LID Models are Actually Accent Classifiers: Implications and Solutions for LID on Accented Speech
This addresses a critical issue for speech technology applications in multilingual and accented contexts, offering incremental improvements to existing LID systems.
The paper tackled the problem of language identification (LID) models performing poorly on accented speech by identifying that they often misclassify based on short phonotactic features indicative of accent rather than language, and proposed solutions like input chunking and integrating sequence-level information to reduce errors and enhance performance on accented speech while maintaining results on standard LID.
Prior research indicates that LID model performance significantly declines on accented speech; however, the specific causes, extent, and characterization of these errors remain under-explored. (i) We identify a common failure mode on accented speech whereby LID systems often misclassify L2 accented speech as the speaker's native language or a related language. (ii) We present evidence suggesting that state-of-the-art models are invariant to permutations of short spans of speech, implying they classify on the basis of short phonotactic features indicative of accent rather than language. Our analysis reveals a simple method to enhance model robustness to accents through input chunking. (iii) We present an approach that integrates sequence-level information into our model without relying on monolingual ASR systems; this reduces accent-language confusion and significantly enhances performance on accented speech while maintaining comparable results on standard LID.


● Activity:
Copy the whole listing verbatim.

··· Data for processing ···

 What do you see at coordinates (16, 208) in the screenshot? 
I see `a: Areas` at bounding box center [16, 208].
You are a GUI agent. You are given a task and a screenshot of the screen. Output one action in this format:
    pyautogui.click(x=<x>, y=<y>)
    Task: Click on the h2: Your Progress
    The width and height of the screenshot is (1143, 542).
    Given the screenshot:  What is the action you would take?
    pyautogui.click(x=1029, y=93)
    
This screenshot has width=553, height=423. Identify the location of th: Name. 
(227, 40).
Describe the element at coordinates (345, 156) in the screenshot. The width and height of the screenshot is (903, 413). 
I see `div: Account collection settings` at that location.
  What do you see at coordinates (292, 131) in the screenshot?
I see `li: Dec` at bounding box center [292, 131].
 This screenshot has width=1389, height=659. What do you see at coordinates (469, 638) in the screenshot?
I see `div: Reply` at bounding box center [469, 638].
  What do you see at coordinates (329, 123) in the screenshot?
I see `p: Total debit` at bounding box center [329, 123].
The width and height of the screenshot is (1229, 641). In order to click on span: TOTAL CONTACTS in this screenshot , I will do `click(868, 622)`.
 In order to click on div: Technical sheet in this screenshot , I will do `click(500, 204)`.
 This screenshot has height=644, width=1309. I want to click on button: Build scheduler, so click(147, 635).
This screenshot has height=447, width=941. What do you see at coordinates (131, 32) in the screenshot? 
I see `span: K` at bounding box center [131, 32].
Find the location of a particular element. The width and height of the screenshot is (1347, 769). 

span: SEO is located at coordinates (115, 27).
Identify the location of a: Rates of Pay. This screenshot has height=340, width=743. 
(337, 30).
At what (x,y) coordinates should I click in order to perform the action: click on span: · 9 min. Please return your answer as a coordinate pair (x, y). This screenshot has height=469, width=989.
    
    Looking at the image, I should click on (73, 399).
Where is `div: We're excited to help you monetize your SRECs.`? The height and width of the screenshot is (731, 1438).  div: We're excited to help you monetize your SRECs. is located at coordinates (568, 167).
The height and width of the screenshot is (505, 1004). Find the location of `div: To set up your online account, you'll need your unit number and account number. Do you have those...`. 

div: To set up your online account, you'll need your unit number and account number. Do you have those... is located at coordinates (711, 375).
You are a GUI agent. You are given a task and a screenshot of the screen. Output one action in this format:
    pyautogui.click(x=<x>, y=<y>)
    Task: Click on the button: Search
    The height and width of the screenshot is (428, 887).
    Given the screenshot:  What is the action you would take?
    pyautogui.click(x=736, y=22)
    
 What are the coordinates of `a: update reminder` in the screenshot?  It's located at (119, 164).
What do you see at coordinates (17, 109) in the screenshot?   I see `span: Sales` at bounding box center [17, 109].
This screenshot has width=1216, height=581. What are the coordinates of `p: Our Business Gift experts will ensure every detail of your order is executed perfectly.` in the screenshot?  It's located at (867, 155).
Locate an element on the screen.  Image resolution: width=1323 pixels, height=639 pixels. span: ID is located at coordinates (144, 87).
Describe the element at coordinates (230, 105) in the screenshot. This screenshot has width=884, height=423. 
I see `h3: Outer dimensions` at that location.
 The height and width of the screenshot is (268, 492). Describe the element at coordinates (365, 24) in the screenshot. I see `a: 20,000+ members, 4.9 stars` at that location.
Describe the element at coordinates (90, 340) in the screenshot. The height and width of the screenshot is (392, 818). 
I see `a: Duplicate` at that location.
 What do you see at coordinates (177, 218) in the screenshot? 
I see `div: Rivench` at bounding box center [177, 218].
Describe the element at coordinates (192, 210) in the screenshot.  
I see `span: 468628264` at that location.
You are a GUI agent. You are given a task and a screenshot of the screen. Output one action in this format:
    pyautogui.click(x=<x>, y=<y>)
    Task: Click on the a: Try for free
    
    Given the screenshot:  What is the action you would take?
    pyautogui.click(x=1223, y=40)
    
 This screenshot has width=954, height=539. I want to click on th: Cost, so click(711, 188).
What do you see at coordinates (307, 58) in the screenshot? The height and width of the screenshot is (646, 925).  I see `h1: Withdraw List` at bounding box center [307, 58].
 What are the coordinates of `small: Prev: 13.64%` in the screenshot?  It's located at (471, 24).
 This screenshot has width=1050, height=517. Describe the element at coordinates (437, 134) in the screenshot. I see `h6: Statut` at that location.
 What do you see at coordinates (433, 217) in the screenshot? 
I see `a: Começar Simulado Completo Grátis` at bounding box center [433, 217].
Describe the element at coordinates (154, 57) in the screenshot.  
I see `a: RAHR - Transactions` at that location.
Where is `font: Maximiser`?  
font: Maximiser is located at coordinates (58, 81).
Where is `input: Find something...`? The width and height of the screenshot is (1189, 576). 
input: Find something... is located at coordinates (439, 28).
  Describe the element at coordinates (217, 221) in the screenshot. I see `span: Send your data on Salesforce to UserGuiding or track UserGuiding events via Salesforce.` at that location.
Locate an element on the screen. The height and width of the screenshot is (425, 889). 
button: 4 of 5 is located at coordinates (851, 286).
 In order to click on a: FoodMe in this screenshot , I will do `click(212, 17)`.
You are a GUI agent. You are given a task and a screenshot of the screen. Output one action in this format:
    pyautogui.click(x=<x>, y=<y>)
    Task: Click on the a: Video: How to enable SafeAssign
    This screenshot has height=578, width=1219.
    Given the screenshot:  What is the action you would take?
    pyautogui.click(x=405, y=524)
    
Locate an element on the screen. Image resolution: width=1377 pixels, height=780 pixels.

···

● Output:
 What do you see at coordinates (16, 208) in the screenshot? 
I see `a: Areas` at bounding box center [16, 208].
You are a GUI agent. You are given a task and a screenshot of the screen. Output one action in this format:
    pyautogui.click(x=<x>, y=<y>)
    Task: Click on the h2: Your Progress
    The width and height of the screenshot is (1143, 542).
    Given the screenshot:  What is the action you would take?
    pyautogui.click(x=1029, y=93)
    
This screenshot has width=553, height=423. Identify the location of th: Name. 
(227, 40).
Describe the element at coordinates (345, 156) in the screenshot. The width and height of the screenshot is (903, 413). 
I see `div: Account collection settings` at that location.
  What do you see at coordinates (292, 131) in the screenshot?
I see `li: Dec` at bounding box center [292, 131].
 This screenshot has width=1389, height=659. What do you see at coordinates (469, 638) in the screenshot?
I see `div: Reply` at bounding box center [469, 638].
  What do you see at coordinates (329, 123) in the screenshot?
I see `p: Total debit` at bounding box center [329, 123].
The width and height of the screenshot is (1229, 641). In order to click on span: TOTAL CONTACTS in this screenshot , I will do `click(868, 622)`.
 In order to click on div: Technical sheet in this screenshot , I will do `click(500, 204)`.
 This screenshot has height=644, width=1309. I want to click on button: Build scheduler, so click(147, 635).
This screenshot has height=447, width=941. What do you see at coordinates (131, 32) in the screenshot? 
I see `span: K` at bounding box center [131, 32].
Find the location of a particular element. The width and height of the screenshot is (1347, 769). 

span: SEO is located at coordinates (115, 27).
Identify the location of a: Rates of Pay. This screenshot has height=340, width=743. 
(337, 30).
At what (x,y) coordinates should I click in order to perform the action: click on span: · 9 min. Please return your answer as a coordinate pair (x, y). This screenshot has height=469, width=989.
    
    Looking at the image, I should click on (73, 399).
Where is `div: We're excited to help you monetize your SRECs.`? The height and width of the screenshot is (731, 1438).  div: We're excited to help you monetize your SRECs. is located at coordinates (568, 167).
The height and width of the screenshot is (505, 1004). Find the location of `div: To set up your online account, you'll need your unit number and account number. Do you have those...`. 

div: To set up your online account, you'll need your unit number and account number. Do you have those... is located at coordinates (711, 375).
You are a GUI agent. You are given a task and a screenshot of the screen. Output one action in this format:
    pyautogui.click(x=<x>, y=<y>)
    Task: Click on the button: Search
    The height and width of the screenshot is (428, 887).
    Given the screenshot:  What is the action you would take?
    pyautogui.click(x=736, y=22)
    
 What are the coordinates of `a: update reminder` in the screenshot?  It's located at (119, 164).
What do you see at coordinates (17, 109) in the screenshot?   I see `span: Sales` at bounding box center [17, 109].
This screenshot has width=1216, height=581. What are the coordinates of `p: Our Business Gift experts will ensure every detail of your order is executed perfectly.` in the screenshot?  It's located at (867, 155).
Locate an element on the screen.  Image resolution: width=1323 pixels, height=639 pixels. span: ID is located at coordinates (144, 87).
Describe the element at coordinates (230, 105) in the screenshot. This screenshot has width=884, height=423. 
I see `h3: Outer dimensions` at that location.
 The height and width of the screenshot is (268, 492). Describe the element at coordinates (365, 24) in the screenshot. I see `a: 20,000+ members, 4.9 stars` at that location.
Describe the element at coordinates (90, 340) in the screenshot. The height and width of the screenshot is (392, 818). 
I see `a: Duplicate` at that location.
 What do you see at coordinates (177, 218) in the screenshot? 
I see `div: Rivench` at bounding box center [177, 218].
Describe the element at coordinates (192, 210) in the screenshot.  
I see `span: 468628264` at that location.
You are a GUI agent. You are given a task and a screenshot of the screen. Output one action in this format:
    pyautogui.click(x=<x>, y=<y>)
    Task: Click on the a: Try for free
    
    Given the screenshot:  What is the action you would take?
    pyautogui.click(x=1223, y=40)
    
 This screenshot has width=954, height=539. I want to click on th: Cost, so click(711, 188).
What do you see at coordinates (307, 58) in the screenshot? The height and width of the screenshot is (646, 925).  I see `h1: Withdraw List` at bounding box center [307, 58].
 What are the coordinates of `small: Prev: 13.64%` in the screenshot?  It's located at (471, 24).
 This screenshot has width=1050, height=517. Describe the element at coordinates (437, 134) in the screenshot. I see `h6: Statut` at that location.
 What do you see at coordinates (433, 217) in the screenshot? 
I see `a: Começar Simulado Completo Grátis` at bounding box center [433, 217].
Describe the element at coordinates (154, 57) in the screenshot.  
I see `a: RAHR - Transactions` at that location.
Where is `font: Maximiser`?  
font: Maximiser is located at coordinates (58, 81).
Where is `input: Find something...`? The width and height of the screenshot is (1189, 576). 
input: Find something... is located at coordinates (439, 28).
  Describe the element at coordinates (217, 221) in the screenshot. I see `span: Send your data on Salesforce to UserGuiding or track UserGuiding events via Salesforce.` at that location.
Locate an element on the screen. The height and width of the screenshot is (425, 889). 
button: 4 of 5 is located at coordinates (851, 286).
 In order to click on a: FoodMe in this screenshot , I will do `click(212, 17)`.
You are a GUI agent. You are given a task and a screenshot of the screen. Output one action in this format:
    pyautogui.click(x=<x>, y=<y>)
    Task: Click on the a: Video: How to enable SafeAssign
    This screenshot has height=578, width=1219.
    Given the screenshot:  What is the action you would take?
    pyautogui.click(x=405, y=524)
    
Locate an element on the screen. Image resolution: width=1377 pixels, height=780 pixels.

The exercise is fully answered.